Concurrency (Continuous Batching)
When multiple sub-agents work in parallel, they send requests simultaneously. MLX-LM Server uses continuous batching: incoming requests are dynamically grouped and processed together on the GPU, and new requests can join an ongoing batch. This way sub-agents don’t wait in a queue, and the entire workflow stays fluid.
Model Size (Distributed Inference)
When a single Mac doesn’t have enough memory (e.g., DeepSeek’s 1.6 trillion parameter model — weights alone exceed 800 GB), MLX allows distributing the model across multiple Macs connected via Thunderbolt or Ethernet. This not only makes running larger models possible, but also parallelizes prompt processing across devices, accelerating the agent loop. Thunderbolt RDMA is supported starting in macOS 26.2, and with four nodes speedups of up to 3× are possible. Use mlx.launch with a hostfile to start a distributed server.
Live Demo: Building an App from Scratch and Fixing Bugs
Demo 1: Building a SwiftUI Drawing App
Starting from a blank Xcode project, the agent is asked to build a drawing app for iPad. The agent looks at the current directory, makes a plan, writes files, then builds the app and fixes errors.
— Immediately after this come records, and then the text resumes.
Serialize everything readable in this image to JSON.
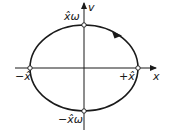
{
  "diagram": {
    "type": "phase-space ellipse",
    "axes": {
      "x_label": "x",
      "y_label": "v"
    },
    "points": {
      "top": "x̂ω",
      "bottom": "−x̂ω",
      "left": "−x̂",
      "right": "+x̂"
    },
    "direction": "clockwise",
    "colors": {
      "stroke": "#1a1a1a",
      "background": "#ffffff"
    }
  }
}
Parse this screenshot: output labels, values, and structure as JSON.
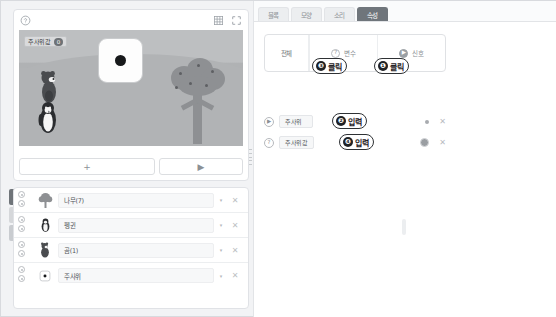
{
  "stage": {
    "help_icon": "question-circle-icon",
    "grid_icon": "grid-icon",
    "fullscreen_icon": "fullscreen-icon",
    "variable_monitor": {
      "name": "주사위값",
      "value": "0"
    },
    "dice_value": "1",
    "add_button_label": "+",
    "play_button_label": "▶"
  },
  "object_list": {
    "rows": [
      {
        "name": "나무(7)",
        "thumb": "tree-thumb",
        "caret": "▾",
        "close": "✕"
      },
      {
        "name": "펭귄",
        "thumb": "penguin-thumb",
        "caret": "▾",
        "close": "✕"
      },
      {
        "name": "곰(1)",
        "thumb": "bear-thumb",
        "caret": "▾",
        "close": "✕"
      },
      {
        "name": "주사위",
        "thumb": "dice-thumb",
        "caret": "▾",
        "close": "✕"
      }
    ]
  },
  "mini_toolbar": {
    "items": [
      {
        "icon": "pointer-icon"
      },
      {
        "icon": "help-icon"
      },
      {
        "icon": "image-icon"
      }
    ]
  },
  "right_panel": {
    "tabs": [
      {
        "label": "블록",
        "active": false
      },
      {
        "label": "모양",
        "active": false
      },
      {
        "label": "소리",
        "active": false
      },
      {
        "label": "속성",
        "active": true
      }
    ],
    "property_header": {
      "all_label": "전체",
      "categories": [
        {
          "label": "변수",
          "badge": "?",
          "badge_filled": false
        },
        {
          "label": "신호",
          "badge": "▶",
          "badge_filled": true
        }
      ]
    },
    "items": [
      {
        "type": "signal",
        "badge": "▶",
        "badge_filled": true,
        "name": "주사위",
        "toggle": "dot",
        "close": "✕"
      },
      {
        "type": "variable",
        "badge": "?",
        "badge_filled": false,
        "name": "주사위값",
        "toggle": "circle",
        "close": "✕"
      }
    ],
    "callouts": [
      {
        "id": "callout-3",
        "num": "❸",
        "text": "클릭"
      },
      {
        "id": "callout-1",
        "num": "❶",
        "text": "클릭"
      },
      {
        "id": "callout-2",
        "num": "❷",
        "text": "입력"
      },
      {
        "id": "callout-4",
        "num": "❹",
        "text": "입력"
      }
    ]
  },
  "colors": {
    "accent": "#6f757b",
    "panel_bg": "#fafbfc",
    "stage_bg": "#b1b3b5",
    "callout_border": "#2e3134"
  }
}
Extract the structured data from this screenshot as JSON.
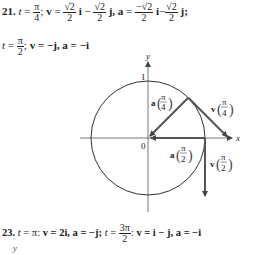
{
  "problem21": {
    "number": "21.",
    "line1": {
      "t_label": "t",
      "eq": "=",
      "t_num": "π",
      "t_den": "4",
      "sep": ";",
      "v_label": "v",
      "v_eq": "=",
      "v_i_num": "√2",
      "v_i_den": "2",
      "i": "i",
      "minus": "−",
      "v_j_num": "√2",
      "v_j_den": "2",
      "j": "j,",
      "a_label": "a",
      "a_eq": "=",
      "a_i_num": "−√2",
      "a_i_den": "2",
      "a_i": "i",
      "a_minus": "−",
      "a_j_num": "√2",
      "a_j_den": "2",
      "a_j": "j;"
    },
    "line2": {
      "t_label": "t",
      "eq": "=",
      "t_num": "π",
      "t_den": "2",
      "sep": ";",
      "v_label": "v",
      "v_val": "= −j,",
      "a_label": "a",
      "a_val": "= −i"
    }
  },
  "diagram": {
    "x_axis_label": "x",
    "y_axis_label": "y",
    "origin_label": "0",
    "y_tick_label": "1",
    "vectors": [
      {
        "name": "a",
        "arg_num": "π",
        "arg_den": "4"
      },
      {
        "name": "v",
        "arg_num": "π",
        "arg_den": "4"
      },
      {
        "name": "a",
        "arg_num": "π",
        "arg_den": "2"
      },
      {
        "name": "v",
        "arg_num": "π",
        "arg_den": "2"
      }
    ]
  },
  "problem23": {
    "number": "23.",
    "t1_label": "t",
    "t1_val": "= π:",
    "v1_label": "v",
    "v1_val": "= 2i,",
    "a1_label": "a",
    "a1_val": "= −j;",
    "t2_label": "t",
    "t2_eq": "=",
    "t2_num": "3π",
    "t2_den": "2",
    "sep": ":",
    "v2_label": "v",
    "v2_val": "= i − j,",
    "a2_label": "a",
    "a2_val": "= −i"
  },
  "next_diagram": {
    "y_axis_label": "y"
  }
}
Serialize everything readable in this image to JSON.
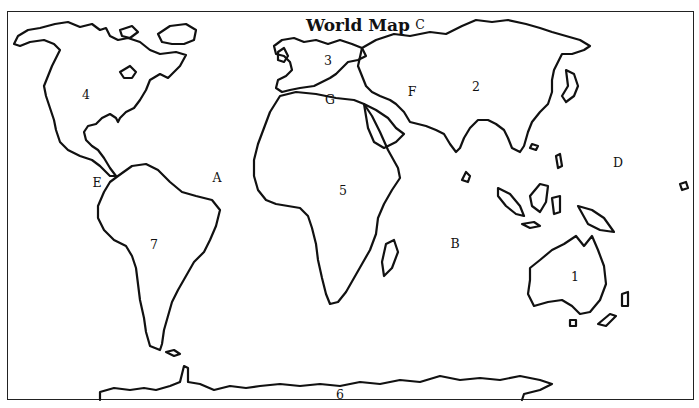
{
  "title": "World Map",
  "labels": {
    "oceans": [
      {
        "id": "A",
        "text": "A"
      },
      {
        "id": "B",
        "text": "B"
      },
      {
        "id": "C",
        "text": "C"
      },
      {
        "id": "D",
        "text": "D"
      }
    ],
    "features": [
      {
        "id": "E",
        "text": "E"
      },
      {
        "id": "F",
        "text": "F"
      },
      {
        "id": "G",
        "text": "G"
      }
    ],
    "continents": [
      {
        "id": "1",
        "text": "1"
      },
      {
        "id": "2",
        "text": "2"
      },
      {
        "id": "3",
        "text": "3"
      },
      {
        "id": "4",
        "text": "4"
      },
      {
        "id": "5",
        "text": "5"
      },
      {
        "id": "6",
        "text": "6"
      },
      {
        "id": "7",
        "text": "7"
      }
    ]
  },
  "colors": {
    "outline": "#111111",
    "background": "#ffffff"
  }
}
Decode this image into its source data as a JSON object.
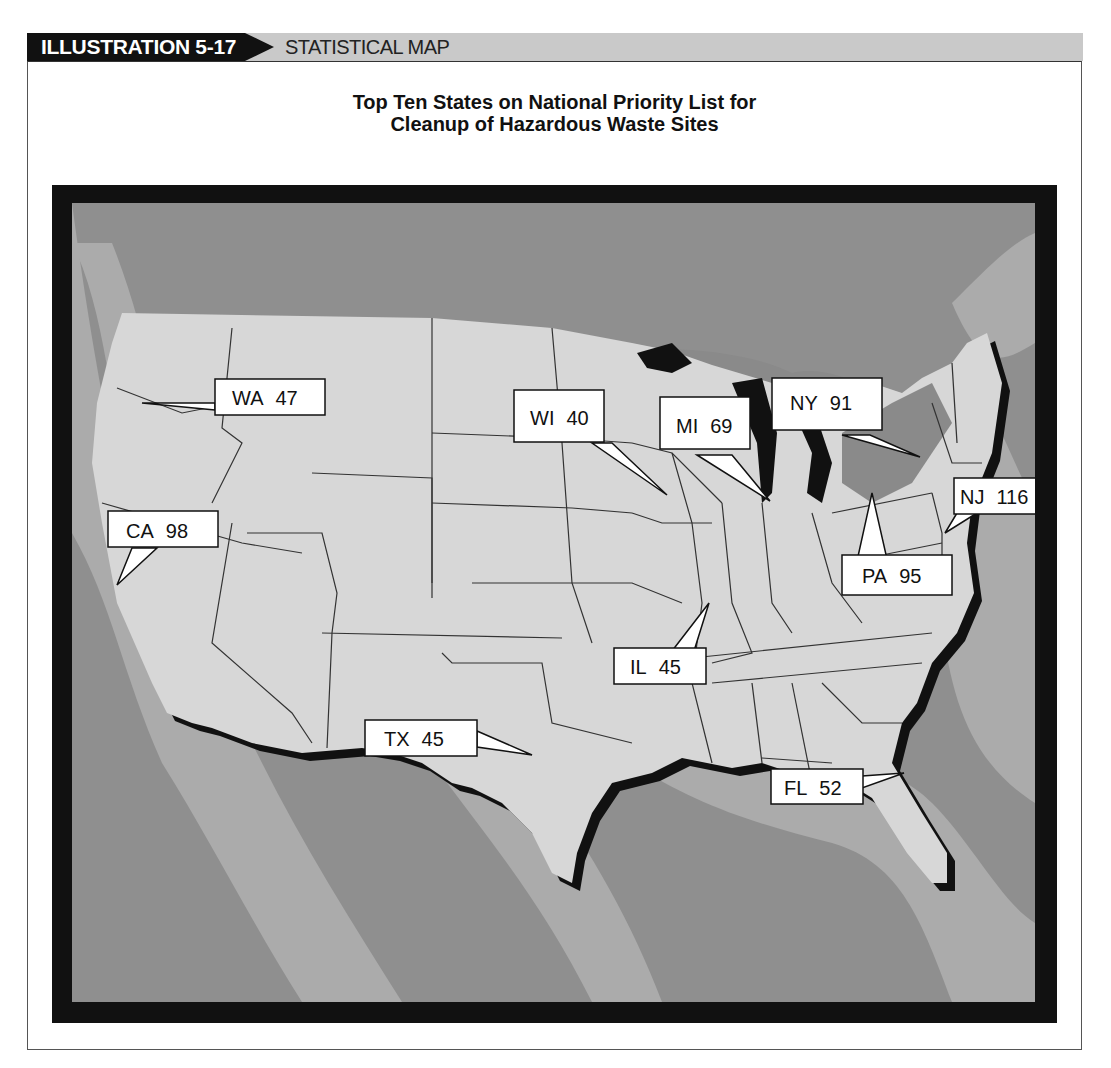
{
  "header": {
    "tag": "ILLUSTRATION 5-17",
    "subtitle": "STATISTICAL MAP"
  },
  "title": {
    "line1": "Top Ten States on National Priority List for",
    "line2": "Cleanup of Hazardous Waste Sites"
  },
  "colors": {
    "sea_dark": "#8f8f8f",
    "sea_light": "#ababab",
    "land": "#d7d7d7",
    "frame": "#111111",
    "callout_fill": "#ffffff"
  },
  "map": {
    "subject": "United States (contiguous)",
    "metric": "Hazardous waste sites on National Priority List",
    "states": [
      {
        "abbr": "WA",
        "value": 47
      },
      {
        "abbr": "WI",
        "value": 40
      },
      {
        "abbr": "MI",
        "value": 69
      },
      {
        "abbr": "NY",
        "value": 91
      },
      {
        "abbr": "NJ",
        "value": 116
      },
      {
        "abbr": "CA",
        "value": 98
      },
      {
        "abbr": "PA",
        "value": 95
      },
      {
        "abbr": "IL",
        "value": 45
      },
      {
        "abbr": "TX",
        "value": 45
      },
      {
        "abbr": "FL",
        "value": 52
      }
    ]
  }
}
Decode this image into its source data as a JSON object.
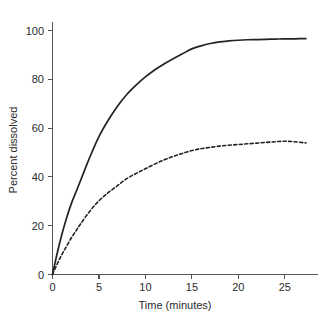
{
  "chart_data": {
    "type": "line",
    "title": "",
    "xlabel": "Time (minutes)",
    "ylabel": "Percent dissolved",
    "xlim": [
      0,
      28.6
    ],
    "ylim": [
      0,
      108
    ],
    "xticks": [
      0,
      5,
      10,
      15,
      20,
      25
    ],
    "yticks": [
      0,
      20,
      40,
      60,
      80,
      100
    ],
    "xtick_labels": [
      "0",
      "5",
      "10",
      "15",
      "20",
      "25"
    ],
    "ytick_labels": [
      "0",
      "20",
      "40",
      "60",
      "80",
      "100"
    ],
    "grid": false,
    "legend": "none",
    "x": [
      0,
      0.5,
      1,
      1.5,
      2,
      2.5,
      3,
      4,
      5,
      6,
      7,
      8,
      9,
      10,
      11,
      12,
      13,
      14,
      15,
      16,
      17,
      18,
      19,
      20,
      21,
      22,
      23,
      24,
      25,
      26,
      27,
      27.3
    ],
    "series": [
      {
        "name": "solid-curve",
        "style": "solid",
        "color": "#232323",
        "values": [
          0,
          9,
          17,
          24,
          30,
          35,
          40,
          50,
          59,
          66,
          72,
          77,
          81,
          84.5,
          87.5,
          90,
          92.3,
          94.4,
          96.5,
          97.8,
          98.8,
          99.5,
          99.9,
          100.2,
          100.4,
          100.5,
          100.6,
          100.7,
          100.8,
          100.8,
          100.9,
          100.9
        ]
      },
      {
        "name": "dashed-curve",
        "style": "dashed",
        "color": "#232323",
        "values": [
          0,
          4.5,
          8.5,
          12,
          15.5,
          18.5,
          21.5,
          27,
          31.5,
          35,
          38,
          41,
          43.2,
          45.2,
          47.2,
          49,
          50.5,
          51.8,
          53,
          53.8,
          54.4,
          54.9,
          55.3,
          55.6,
          55.9,
          56.2,
          56.5,
          56.8,
          57,
          56.8,
          56.4,
          56.3
        ]
      }
    ]
  },
  "axes": {
    "y_axis_name": "y-axis",
    "x_axis_name": "x-axis"
  }
}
The first version was generated in about two minutes, fully functional. Then the agent was asked to add round end caps — it edited the code and recompiled successfully.
Demo 2: Fixing a Bug in Xcode
Connect Xcode to an MLX server already running locally (Settings → Intelligence → Add Local Hosted Provider, port 8080). A bug was intentionally introduced into the project, and the model was asked to fix it. The model identified the bug, checked the surrounding code, wrote a fix, and then the project could be built and run. Throughout the entire process, the code never left the Mac.
Get Started
Install MLX-LM, start the server, and point your favorite agent to it. All demo content is open source and ready to use now.